Gregory Meeks, who said West Bank annexation spending was off-limits with US defense aid, likely to chair House Foreign Affairs panel
WASHINGTON (JTA) — Rep. Brad Sherman, a solidly pro-Israel Democrat from California, has withdrawn from the race to chair the House Foreign Affairs Committee — a move that likely will lead to Rep. Gregory Meeks of New York becoming the first Black chairman of the influential panel.
Sherman withdrew after finishing last in a preliminary vote by the House Democratic Steering and Policy Committee. In the vote Tuesday, first reported by Jewish Insider, the centrist Meeks had 29 votes to 13 for Joaquin Castro, a Texas progressive, and 10 for Sherman, also a centrist.

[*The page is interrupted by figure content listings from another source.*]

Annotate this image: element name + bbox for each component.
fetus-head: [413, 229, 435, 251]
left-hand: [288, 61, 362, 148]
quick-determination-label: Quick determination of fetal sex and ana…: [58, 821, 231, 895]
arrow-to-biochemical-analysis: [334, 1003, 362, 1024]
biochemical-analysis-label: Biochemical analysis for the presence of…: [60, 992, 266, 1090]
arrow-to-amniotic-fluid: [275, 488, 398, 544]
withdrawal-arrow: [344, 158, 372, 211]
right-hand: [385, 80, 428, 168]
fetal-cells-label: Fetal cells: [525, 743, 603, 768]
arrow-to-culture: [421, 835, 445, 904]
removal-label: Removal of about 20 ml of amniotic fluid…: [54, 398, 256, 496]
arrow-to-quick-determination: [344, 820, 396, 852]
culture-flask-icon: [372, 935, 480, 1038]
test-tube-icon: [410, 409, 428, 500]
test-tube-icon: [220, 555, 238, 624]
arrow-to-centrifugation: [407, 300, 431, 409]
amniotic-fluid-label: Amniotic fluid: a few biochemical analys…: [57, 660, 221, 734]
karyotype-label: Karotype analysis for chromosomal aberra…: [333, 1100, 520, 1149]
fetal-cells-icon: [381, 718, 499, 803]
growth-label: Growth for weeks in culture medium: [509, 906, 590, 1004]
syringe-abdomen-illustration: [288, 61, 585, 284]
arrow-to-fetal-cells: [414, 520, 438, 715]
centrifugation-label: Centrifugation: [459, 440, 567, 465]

All three lawmakers auditioned for the job in meetings with the centrist Democratic Majority for Israel and the liberal J Street Middle East policy group. They all said that U.S. money should not be used to annex West Bank territory, a move that Israel’s government considered earlier this year.

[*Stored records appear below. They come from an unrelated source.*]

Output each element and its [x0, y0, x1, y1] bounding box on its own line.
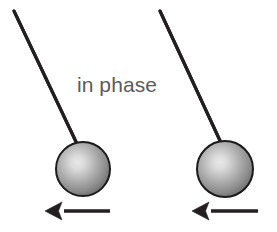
pendulum-diagram-canvas: in phase: [0, 0, 277, 232]
in-phase-label: in phase: [77, 73, 157, 96]
right-pendulum-bob: [197, 141, 253, 197]
pendulum-diagram: in phase: [0, 0, 277, 232]
figure-background: [0, 0, 277, 232]
left-pendulum-bob: [56, 142, 110, 196]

Meeks and Sherman later clarified that they meant that money allocated for defense assistance was, according to U.S. law, off-limits for spending in the West Bank. Castro did not stand down from his claim that using the money for annexation would invite reconsideration of some assistance to Israel.
Meeks, who has been endorsed by the Congressional Black Caucus, looks poised to win when the full Democratic caucus votes later this week. He would succeed Rep. Eliot Engel, the longtime New York congressman who was ousted in a primary by a progressive challenger. Engel, like Sherman, had a long pro-Israel record.
In a statement, Sherman said the Democratic Steering and Policy Committee “recognized Gregory Meeks’s capacity, eloquence, and experience, and the fact that he would make history as the first African American Chair of the Foreign Affairs Committee.”
A message from our Publisher & CEO Rachel Fishman Feddersen
I hope you appreciated this article. Before you go, I’d like to ask you to please support the Forward’s award-winning, nonprofit journalism during this critical time.
We’ve set a goal to raise $260,000 by December 31. That’s an ambitious goal, but one that will give us the resources we need to invest in the high quality news, opinion, analysis and cultural coverage that isn’t available anywhere else.
If you feel inspired to make an impact, now is the time to give something back. Join us as a member at your most generous level.